We did get the milking machine for sperm donations. I feel like that covers a lot of ground. I gotta wonder how many rich people have one of them somewhere in their house.
You talking “rich” as in “doing pretty well, financially” or “rich” as in “truely wealthy”? Because at some point, I’d imagine that the rich person would just hire a “housekeeper”.
Billionaire Robert Kraft was caught at a low-end “massage parlor” in Florida. It seemed like a slam-dunk case but his lawyers were able to argue that the warrant allowing detectives to place hidden cameras in the rooms didn’t explicitly include recording the videos so the recordings couldn’t be used in court as evidence. Without the recordings of him asking for and receiving sexual services from a potentially trafficked person the prosecutors weren’t able to make a case and he remains a free man, not guilty in the eyes of the law even though what he did became widely known. Still blows my mind that he had the financial resources for any variety of overtly-transactional or less-overtly-transactional-and-perfectly-legal-in-most-jurisdictions relationships with willing participants, yet he chose the really cheap and illegal route with someone who was likely coerced into the action by a third party. Was that part of the appeal?

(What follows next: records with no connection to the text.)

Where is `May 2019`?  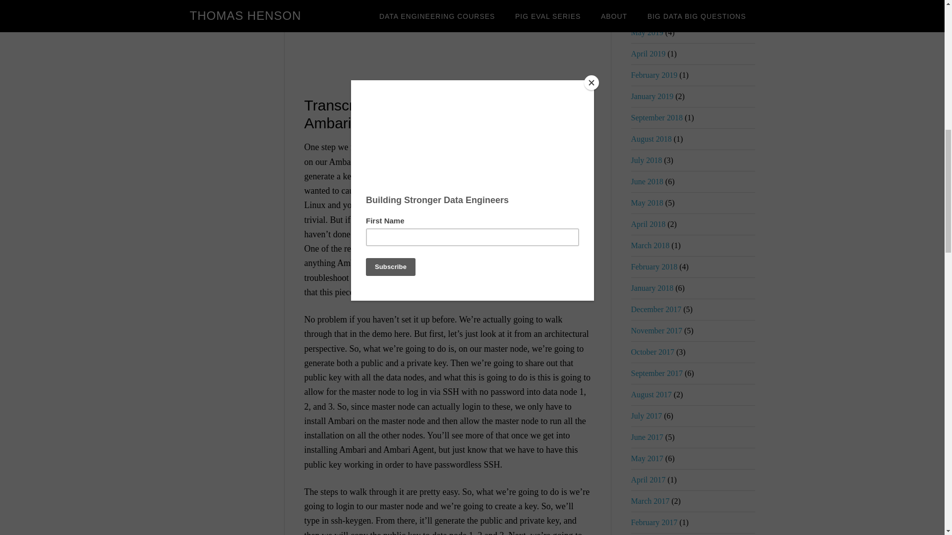
May 2019 is located at coordinates (646, 33).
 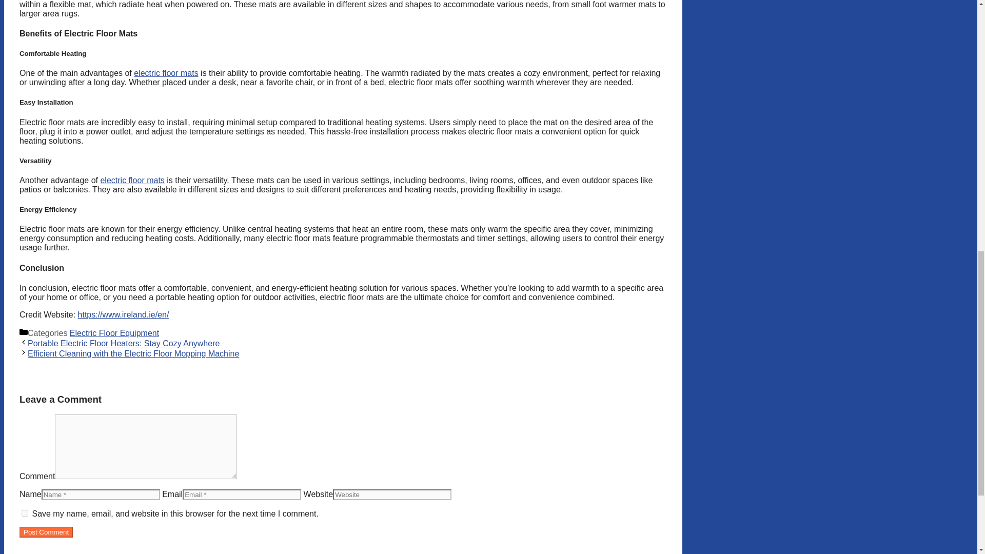 I want to click on yes, so click(x=25, y=513).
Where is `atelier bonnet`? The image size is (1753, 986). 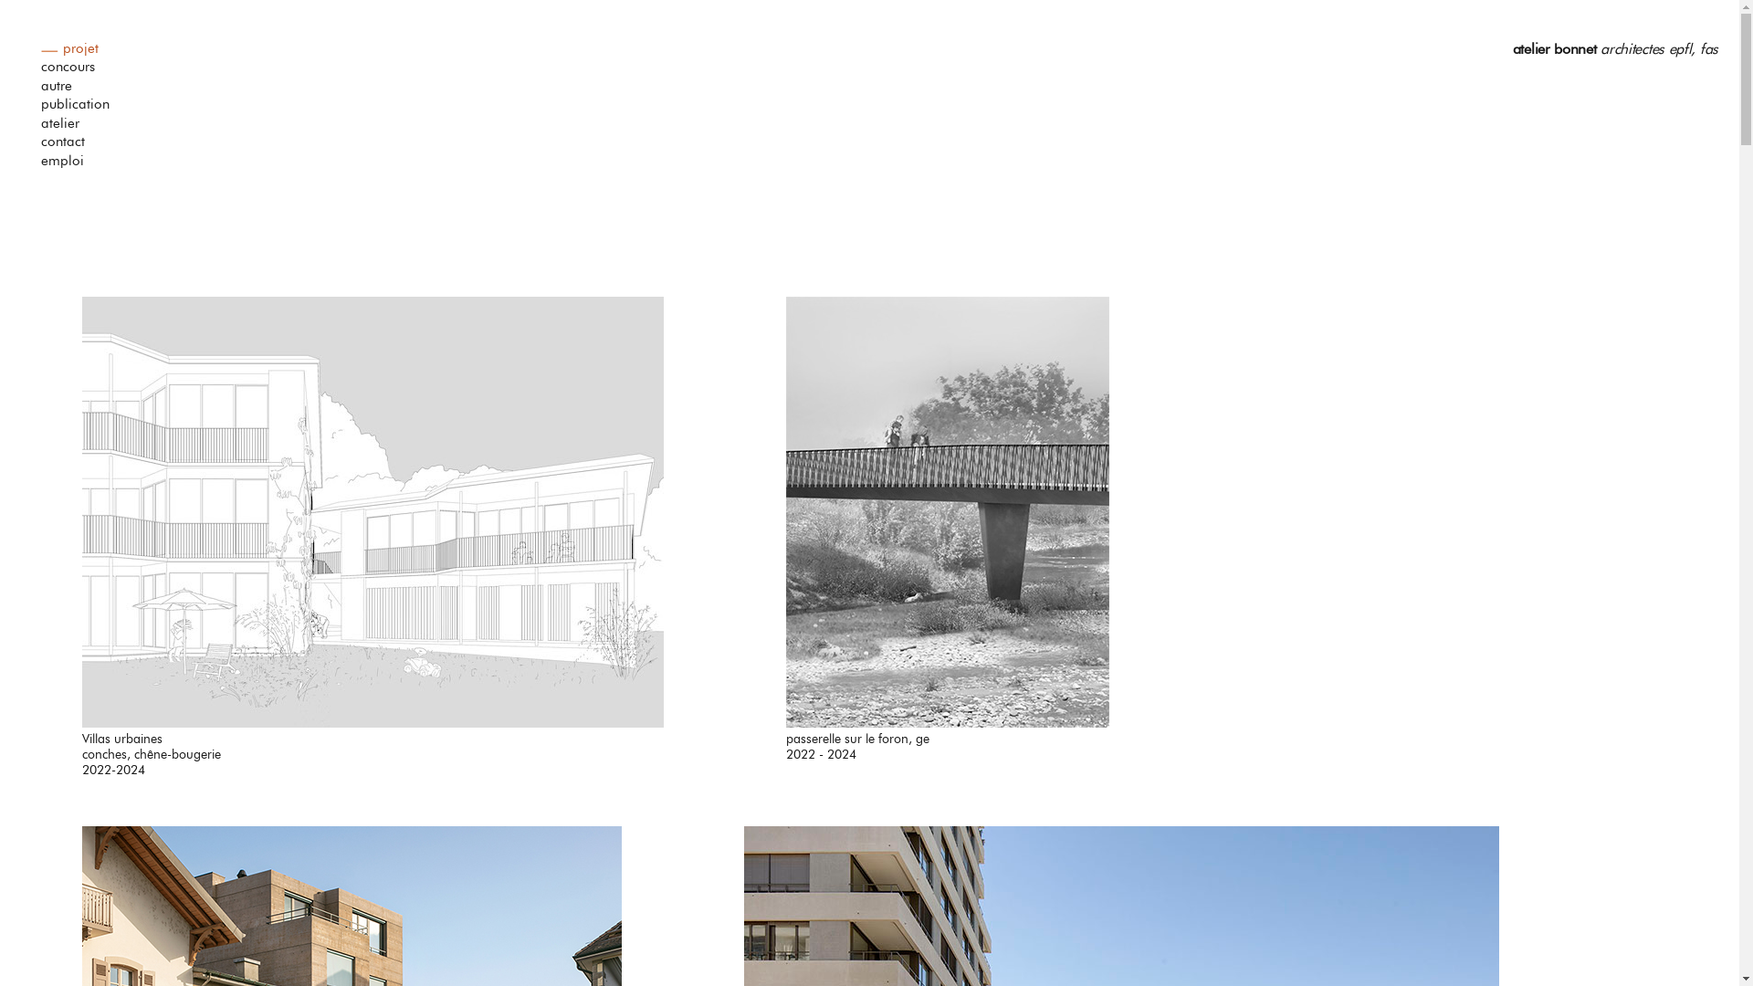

Did you reply to the wrong comment? I only implied that rich people would probably hire a prostitute of some form, rather than buy a sex toy. What does that have to do with the specific type of sex workers that Robert Kraft chose to visit?

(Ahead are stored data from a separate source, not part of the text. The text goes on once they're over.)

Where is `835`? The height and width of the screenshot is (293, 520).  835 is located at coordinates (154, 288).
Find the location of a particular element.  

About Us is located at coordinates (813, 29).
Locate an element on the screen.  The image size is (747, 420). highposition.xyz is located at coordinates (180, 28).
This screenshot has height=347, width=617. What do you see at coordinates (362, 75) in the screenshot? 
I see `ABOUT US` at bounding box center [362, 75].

I guess I interpreted your comment to mean they would go for a higher-end arrangement, something more exclusively available to people with large amounts of money, not a cheap arrangement found in an older shopping center.

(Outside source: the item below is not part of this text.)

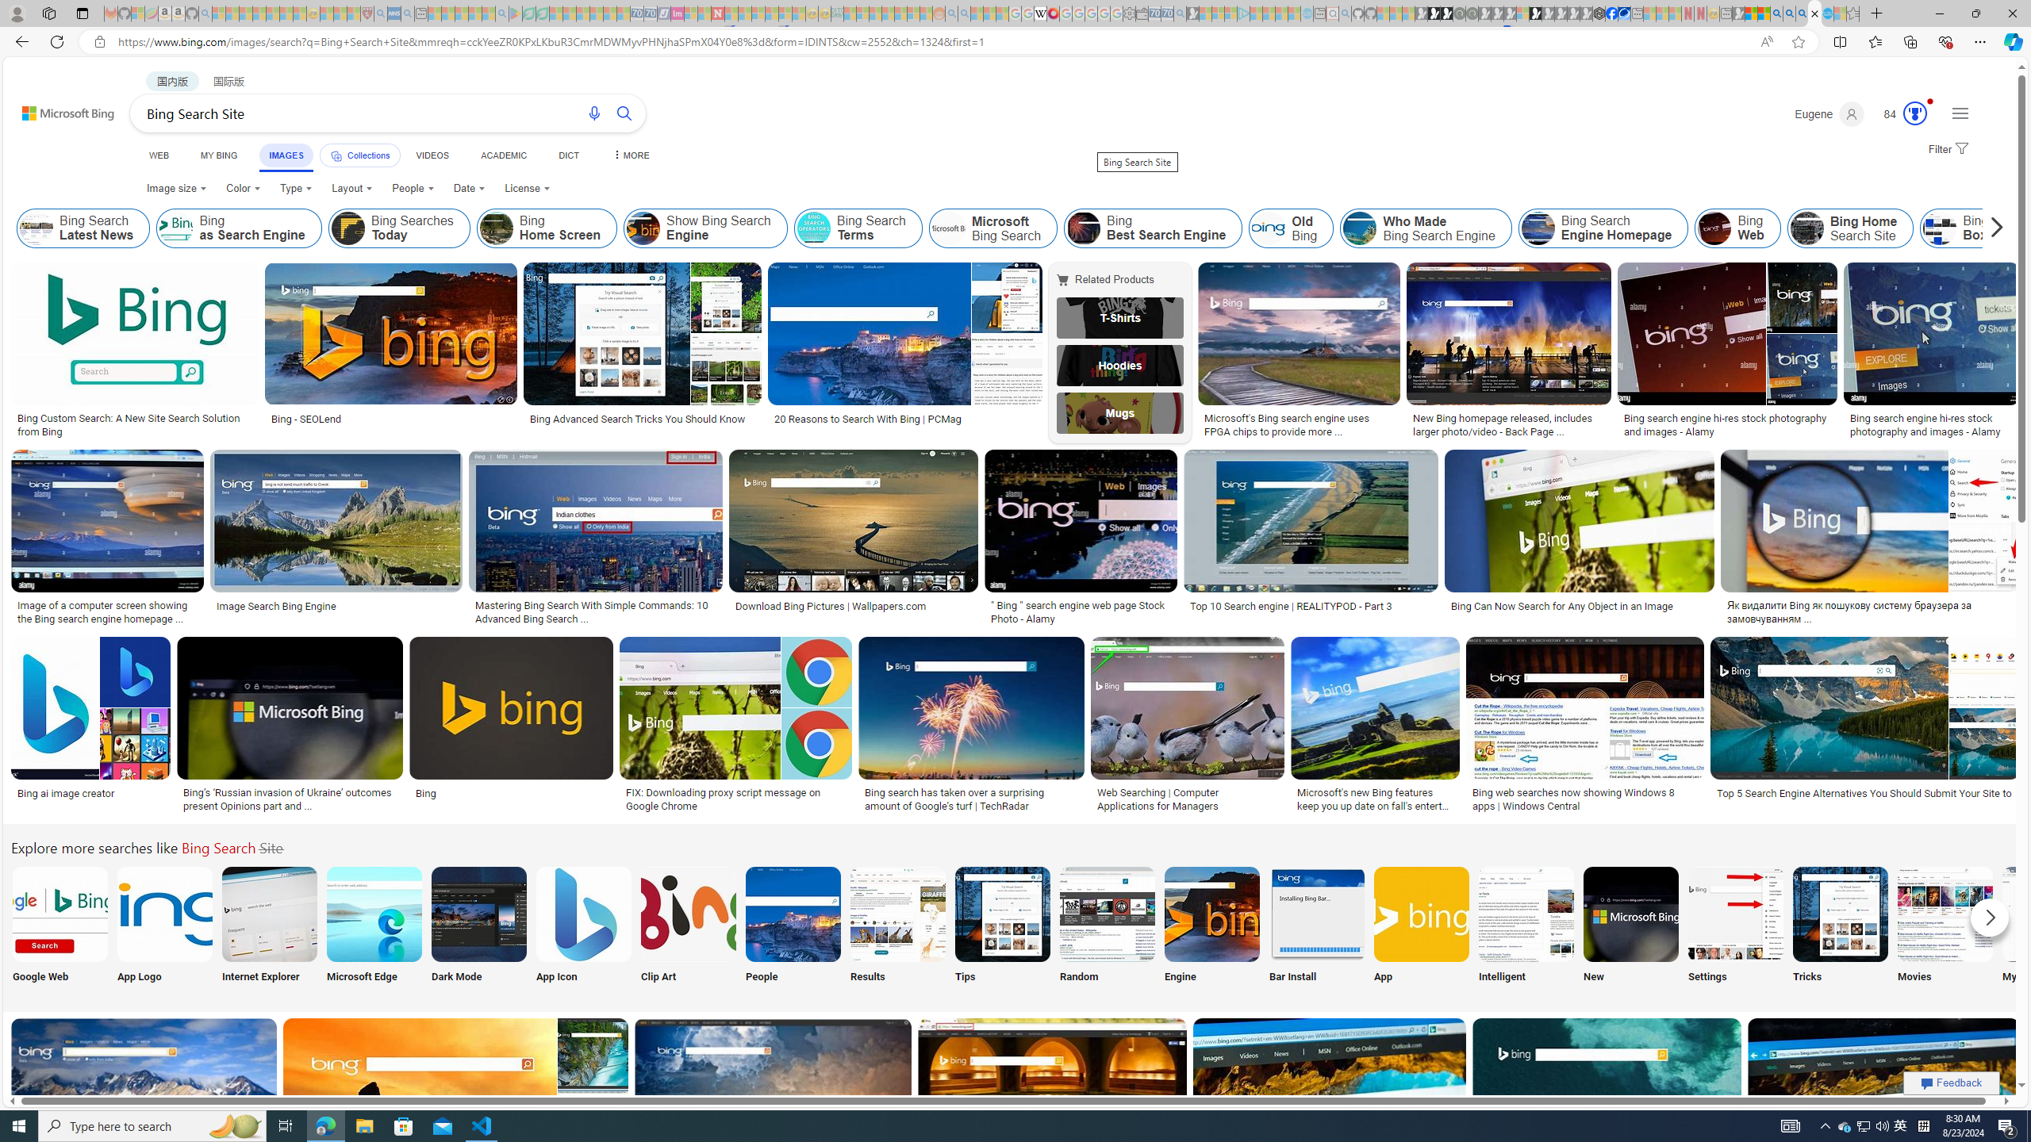 Image resolution: width=2031 pixels, height=1142 pixels. Describe the element at coordinates (1985, 228) in the screenshot. I see `Class: item col` at that location.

We did get the milking machine for sperm donations. I feel like that covers a lot of ground. I gotta wonder how many rich people have one of them somewhere in their house.
You talking “rich” as in “doing pretty well, financially” or “rich” as in “truely wealthy”? Because at some point, I’d imagine that the rich person would just hire a “housekeeper”.
Billionaire Robert Kraft was caught at a low-end “massage parlor” in Florida. It seemed like a slam-dunk case but his lawyers were able to argue that the warrant allowing detectives to place hidden cameras in the rooms didn’t explicitly include recording the videos so the recordings couldn’t be used in court as evidence. Without the recordings of him asking for and receiving sexual services from a potentially trafficked person the prosecutors weren’t able to make a case and he remains a free man, not guilty in the eyes of the law even though what he did became widely known. Still blows my mind that he had the financial resources for any variety of overtly-transactional or less-overtly-transactional-and-perfectly-legal-in-most-jurisdictions relationships with willing participants, yet he chose the really cheap and illegal route with someone who was likely coerced into the action by a third party. Was that part of the appeal?
Did you reply to the wrong comment? I only implied that rich people would probably hire a prostitute of some form, rather than buy a sex toy. What does that have to do with the specific type of sex workers that Robert Kraft chose to visit?
I guess I interpreted your comment to mean they would go for a higher-end arrangement, something more exclusively available to people with large amounts of money, not a cheap arrangement found in an older shopping center.